Sorting problem

Hi,We have a code that has been deployed in live which will create a report district wise.We have that code worked properly on Dev server.When we have moved the same to live its not working as required. For example, there are districts D1,Districts D2,D3,D4 etc. While generating report they display in sequential order, when generated in dev.But the same code on production server,the order of the generated report is not generated in sorting order.D4 comes first,D2 comes next,D1, and D3 so on…The sorting is missing .No able to understand the exact problem why its happening like that.Any suggestions is appreciated.

Subject: Sorting problem

Show us the code. Where is the sorting applied? In a view? Is that view then used to generate the report?
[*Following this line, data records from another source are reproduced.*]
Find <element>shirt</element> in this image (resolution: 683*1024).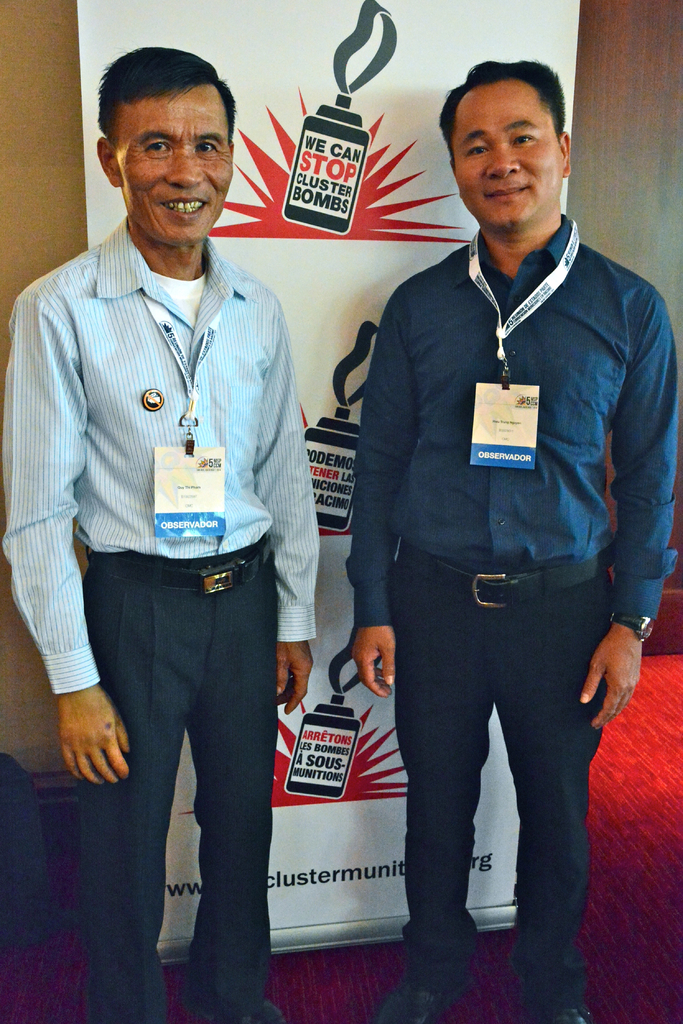
[x1=343, y1=173, x2=643, y2=706].
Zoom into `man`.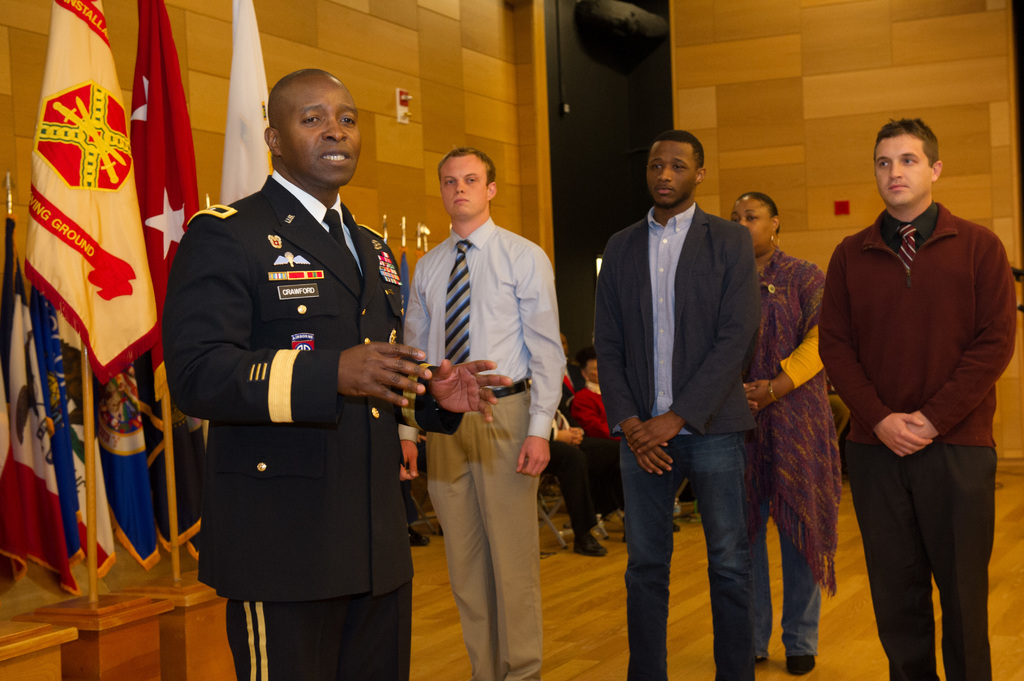
Zoom target: left=818, top=93, right=1009, bottom=675.
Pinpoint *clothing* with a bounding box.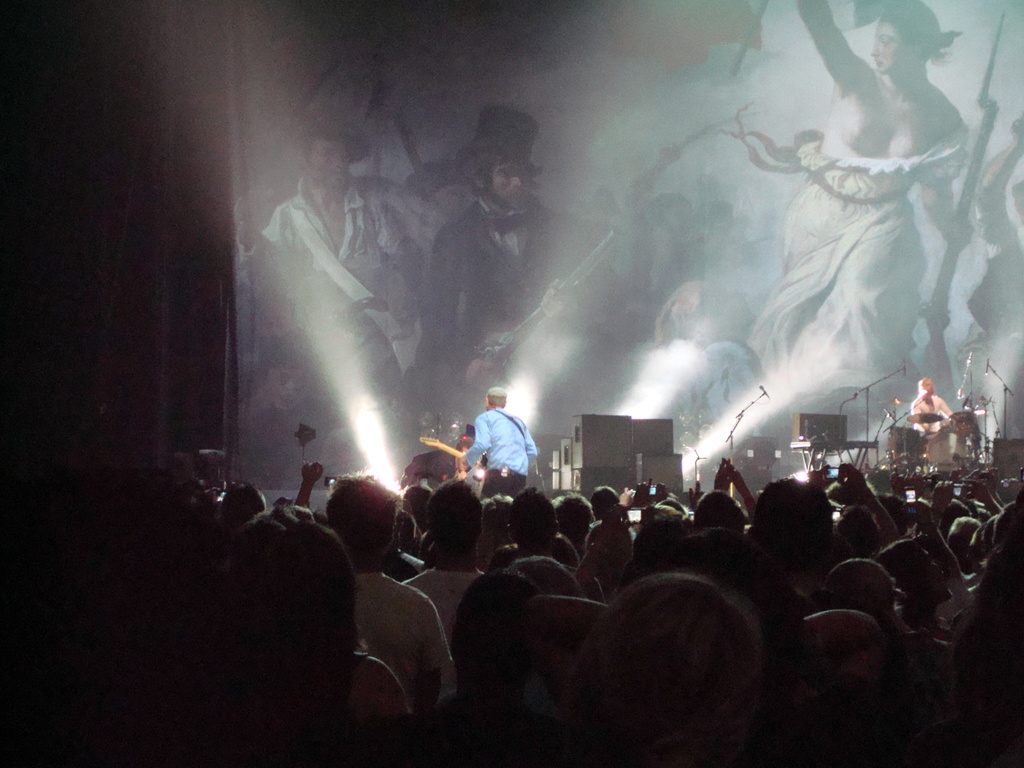
251/173/429/444.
If so how?

It sounds like you may be creating the report from a view that is not sorted, it just displays the documents in the order they were created.

In your development database you probably created D1, D2, D3 and D4 in that order, while they were created in a different order in production.
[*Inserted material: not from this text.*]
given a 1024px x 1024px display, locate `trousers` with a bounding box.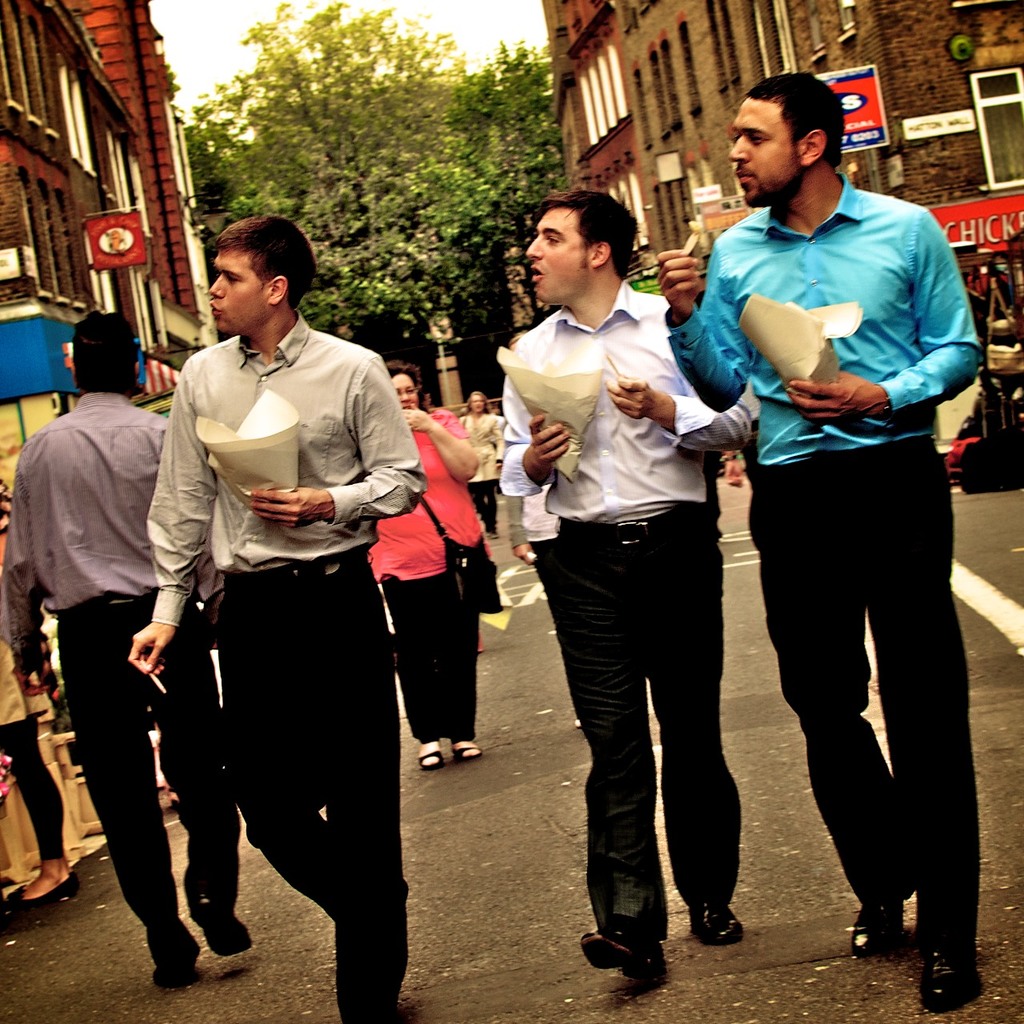
Located: bbox=[218, 575, 401, 1022].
How do you move the code from development to production? Did you develop it in a template, applied it to the database in the development and tested it until it was correct, then replace the design of the production database with the same template?

Subject: RE: Sorting problem

“It’s actually unsorted” is the most likely answer. Document collections (other than those produced by a search and ordered by relevance) are described in the documentation as being “unsorted”, but they’re usually ordered by NoteID because that’s the order in which they appear in the database. When you’re working with mock data, it’s easy to create a situation that is HIGHLY unlikely to occur with real data.

The easy way out is to create a view or folder that sorts the way you want. That will let you sort on various data types without worrying about conversions or data lengths. If the document count will fit into an integer without overflow, you can also create a proxy (or “companion”) array containing (usually) string representations of the data you want to sort on, and make sure that when you sort on the proxy array, the same swaps happen in the document array - but then you need to worry about left-padding the data, choosing a length for each data chunk that won’t either truncate the data or waste memory and slow down the sort, etc. All in all, a folder (or view) is a whole lot easier.

Subject: Could be the code

But as none of us can see your code we can’t say for sure.

It could also be related to the date format on the server, depends on what the code is sorting exactly.

From the information you have provided it could be the code it could be the configuration. You’re going to have to post more information.